Since their last visit to these shores Kitty, Daisy & Lewis have shifted away from the Honolulu rockabilly edge and moved to a jump-blues place where baby-faced brother Lewis really starts to shine. The gap-toothed young man has emerged as a subtle ringleader to this family act, orchestrating a hopping set that had a wistfully nostalgic crowd wiggling in their fishnets.
The Durham siblings, plus Mom and Pops, put on the kind of show that wouldn't seem out of place in a dusky back alley bar where everything is in black and white - the type of grimy juke joint you wanna keep a bit secret. Except in reality it's The Powerstation, and the talented trio has sold the place out.
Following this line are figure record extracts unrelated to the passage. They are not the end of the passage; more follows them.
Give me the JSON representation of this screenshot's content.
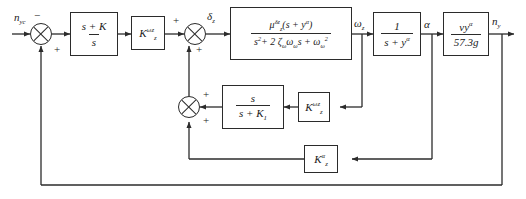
{
  "diagram": {
    "type": "control-system-block-diagram",
    "stroke_color": "#2b2b2b",
    "background": "#ffffff"
  },
  "signals": {
    "input": "n",
    "input_sub": "yc",
    "delta": "δ",
    "delta_sub": "z",
    "omega": "ω",
    "omega_sub": "z",
    "alpha": "α",
    "output": "n",
    "output_sub": "y"
  },
  "blocks": {
    "pi_controller": {
      "numerator": "s + K",
      "denominator": "s"
    },
    "rate_gain": {
      "symbol": "K",
      "sub": "z",
      "sup": "ωz"
    },
    "airframe": {
      "numerator": "μ",
      "num_sub": "z",
      "num_sup": "δz",
      "num_tail": "(s + y",
      "num_tail_sup": "α",
      "num_close": ")",
      "denominator": "s",
      "den_sup": "2",
      "den_mid": "+ 2 ζ",
      "den_zeta_sub": "ω",
      "den_omega": "ω",
      "den_omega_sub": "ω",
      "den_s": "s +  ω",
      "den_last_sub": "ω",
      "den_last_sup": "2"
    },
    "alpha_lag": {
      "numerator": "1",
      "denominator": "s + y",
      "den_sup": "α"
    },
    "accel_conv": {
      "numerator": "vy",
      "num_sup": "α",
      "denominator": "57.3g"
    },
    "washout": {
      "numerator": "s",
      "denominator": "s + K",
      "den_sub": "1"
    },
    "inner_gain": {
      "symbol": "K",
      "sub": "z",
      "sup": "ωz"
    },
    "outer_gain": {
      "symbol": "K",
      "sub": "z",
      "sup": "α"
    }
  },
  "summers": {
    "input_summer": {
      "top_sign": "−",
      "bottom_sign": "+"
    },
    "delta_summer": {
      "left_sign": "+",
      "bottom_sign": "+"
    },
    "inner_summer": {
      "right_sign": "+",
      "bottom_sign": "+"
    }
  }
}
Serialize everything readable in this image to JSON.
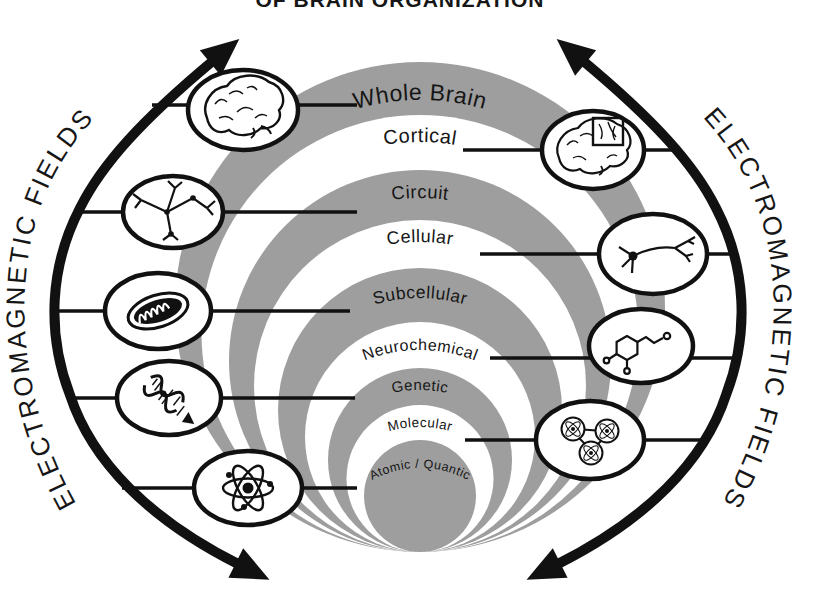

Again.
The youngsters take to their instruments like demons, slapping and beating the sound out of them. Initially the arrangement consists of longhaired Kitty bashing at the keyboard upfront, while older sister Daisy, dressed in a devilish sailor suit, takes to the drums in a side-saddled fashion. Meanwhile, Lewis is crooning Don't Make a Fool Out of Me from downstage.
The next 90 minutes is mostly a blur. Somewhere in the middle their trumpet player Eddie 'Tan Tan' Thornton, an old kaleidoscope of a man, bursts in to blast out a few ska-esque numbers with the family.
The siblings move organically between old and new songs, and shift fluidly between different instruments. The only thing relatively stationary on the stage is the rhythm section, held by black double-bass slapping Ma Durham (Ingrid Weiss, formerly of The Raincoats) and their guitar-welding father Graeme. Their three tight-knit progeny not only switch between the more conventional band instruments of drum, guitar and keyboard, they introduce new sounds into the mix constantly, including banjo, accordion and harmonica. All executed without even a whiff of a setlist.